Posted: Fri Jul 22, 2011 2:43 am
by Keeshah
Whelen didn't tell the Columbus EMA, that the sirens require 20+ minute cool down period between soundings until feb/march of this year.

Also, The current policy of the EMA is to sacrifice the sirens if need be, to keep the public warned of dangerous storms.

Posted: Fri Jul 22, 2011 2:48 am
by SirenMadness
What do you mean by sacrificing the sirens?

Posted: Fri Jul 22, 2011 2:53 am
by Keeshah
SirenMadness wrote:What do you mean by sacrificing the sirens?


I take it to mean, they will sound the sirens again, before the 20 minute cool down period is up.
If a second super-cell storm threatens the same area again.

Posted: Fri Jul 22, 2011 2:58 am
by jkvernon
As far as I've known, the protocol for Franklin County has always been 3 minutes on and 7 minutes off. In the past, the PA function was used in all 4 directions during the 7 minute pause but that's been eliminated. The county ran into problems on August 25th of 2007 when they literally ran the sirens with maybe a 10 second pause between cycles for the entire warning. I'd be interested to see what the new protocol is.

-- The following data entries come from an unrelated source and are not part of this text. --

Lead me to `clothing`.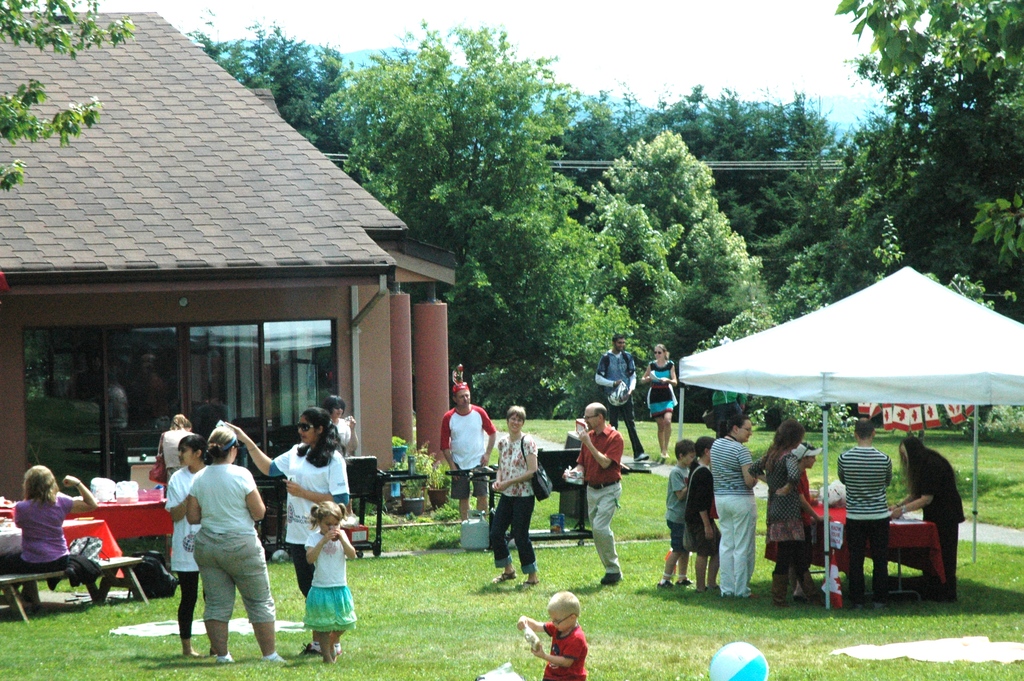
Lead to <region>666, 463, 690, 555</region>.
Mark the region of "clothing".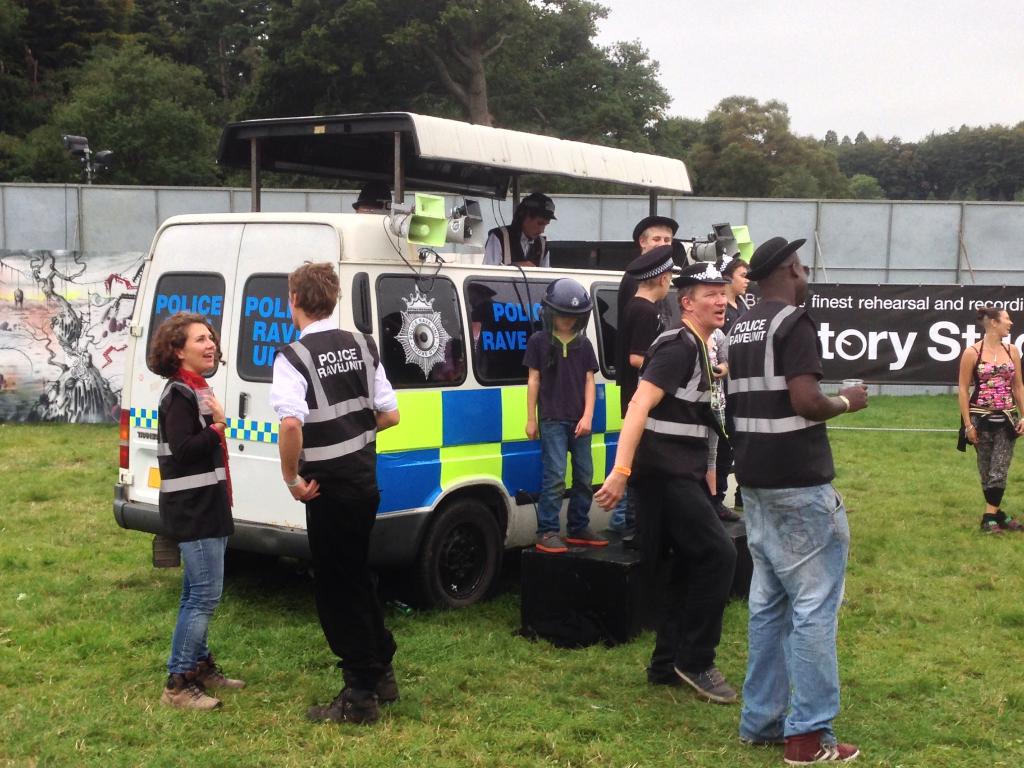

Also, what's interesting is that Whelen doesn't make any mention of a cool down period in any of their siren manuals.

Edit: I'm thinking they haven't yet changed the programming in their system. They basically hit a key and it runs a full tornado warning protocol until it gets cancelled (3 on 7 off). A few weeks ago, that key was accidently hit and instead of the normal Wednesday test, it ran 3 on and 7 off 3 times before it was cancelled.

Posted: Fri Jul 22, 2011 3:29 am
by Keeshah
I was downtown this weds for jury duty, an got to hear the weekly test from there.
I seemed like the test was 1 minute on, 1 minute off, 1 minute on again..

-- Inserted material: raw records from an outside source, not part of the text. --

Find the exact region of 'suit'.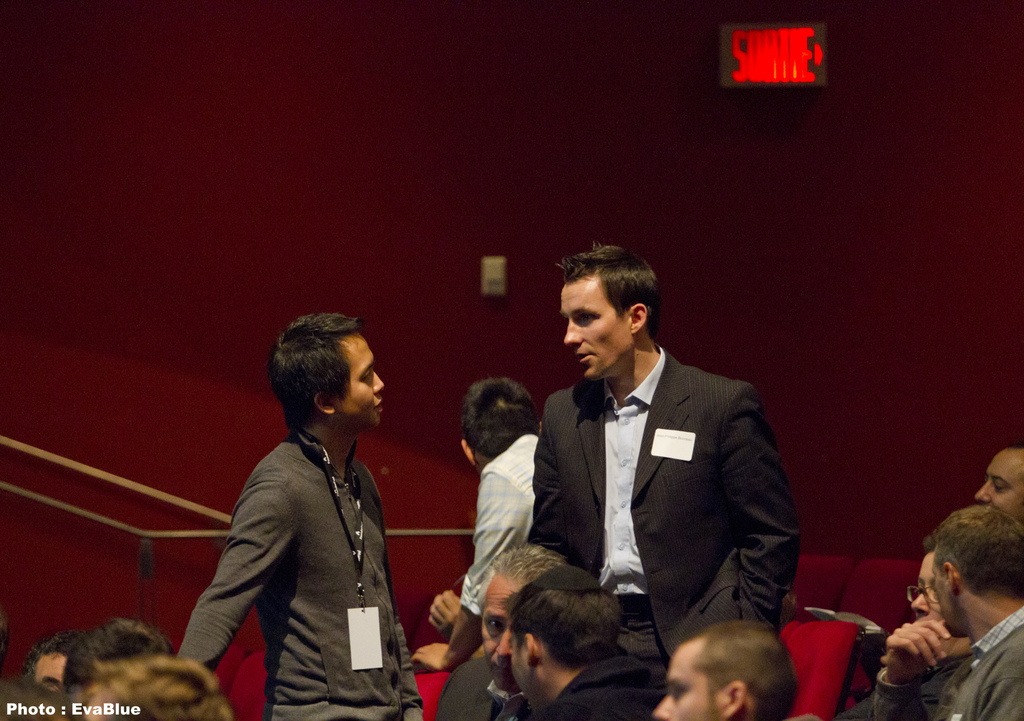
Exact region: pyautogui.locateOnScreen(436, 658, 531, 720).
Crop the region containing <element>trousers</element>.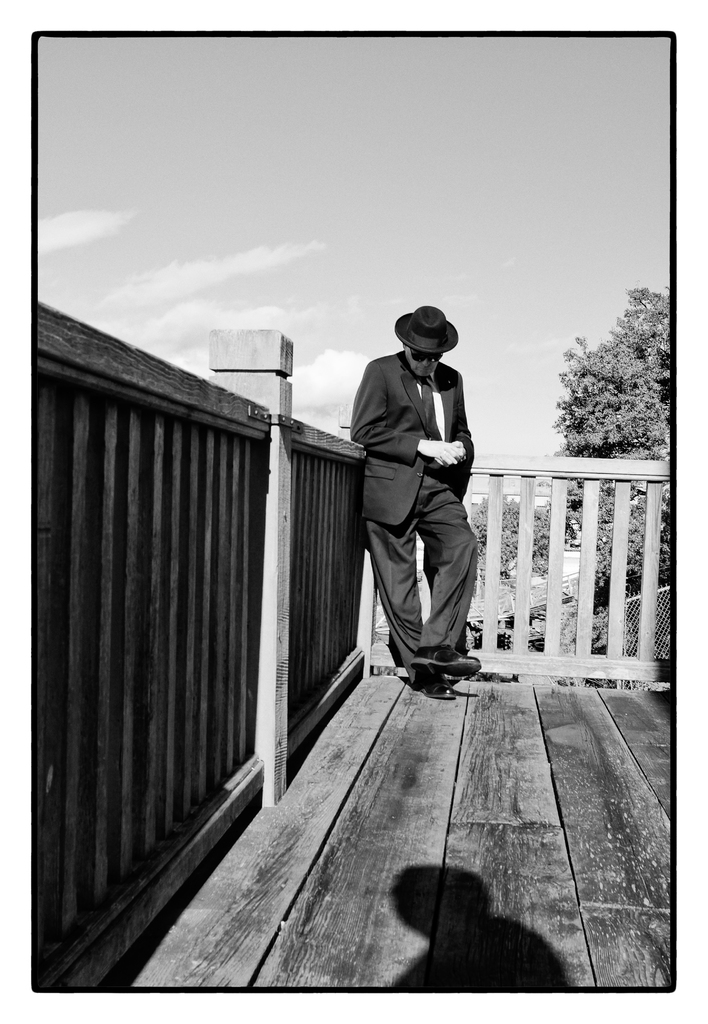
Crop region: pyautogui.locateOnScreen(365, 484, 477, 675).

It was over so fast, i couldn't track down where the sound was coming from.

An there is only 2 sirens in the downtown area.

Posted: Fri Jul 22, 2011 3:47 am
by jkvernon
Which 2 are you thinking of? I know of three that surround the actual downtown. There's the one at Veterans Memorial on Broad St., one at Columbus State CC at Spring St. and Cleveland Ave. and there's one at the fire station at Fulton St. and Lazelle St. They seem to have decent coverage downtown. I was in the Arena District a few weeks ago during the noon test and I could hear the one at Vets Memorial loud and clear from there. I kinda wish they at least did a full 3 minute alert test more than once a year.

Posted: Fri Jul 22, 2011 4:34 am
by Keeshah
I was going by the Whelen siren location's map that the Columbus EMA put out.

They don't have the firehouse one listed/spotted on the map.


Checking the old Thunderbolt location map, the firehouse is listed.
Does the firehouse still have a thunderbolt located there?

Posted: Fri Jul 22, 2011 11:29 pm
by Keeshah
I went looking for the siren at the fire station today.

An there is a whelen WPS-4008 there.
don't know why it is not listed on the Whelen map.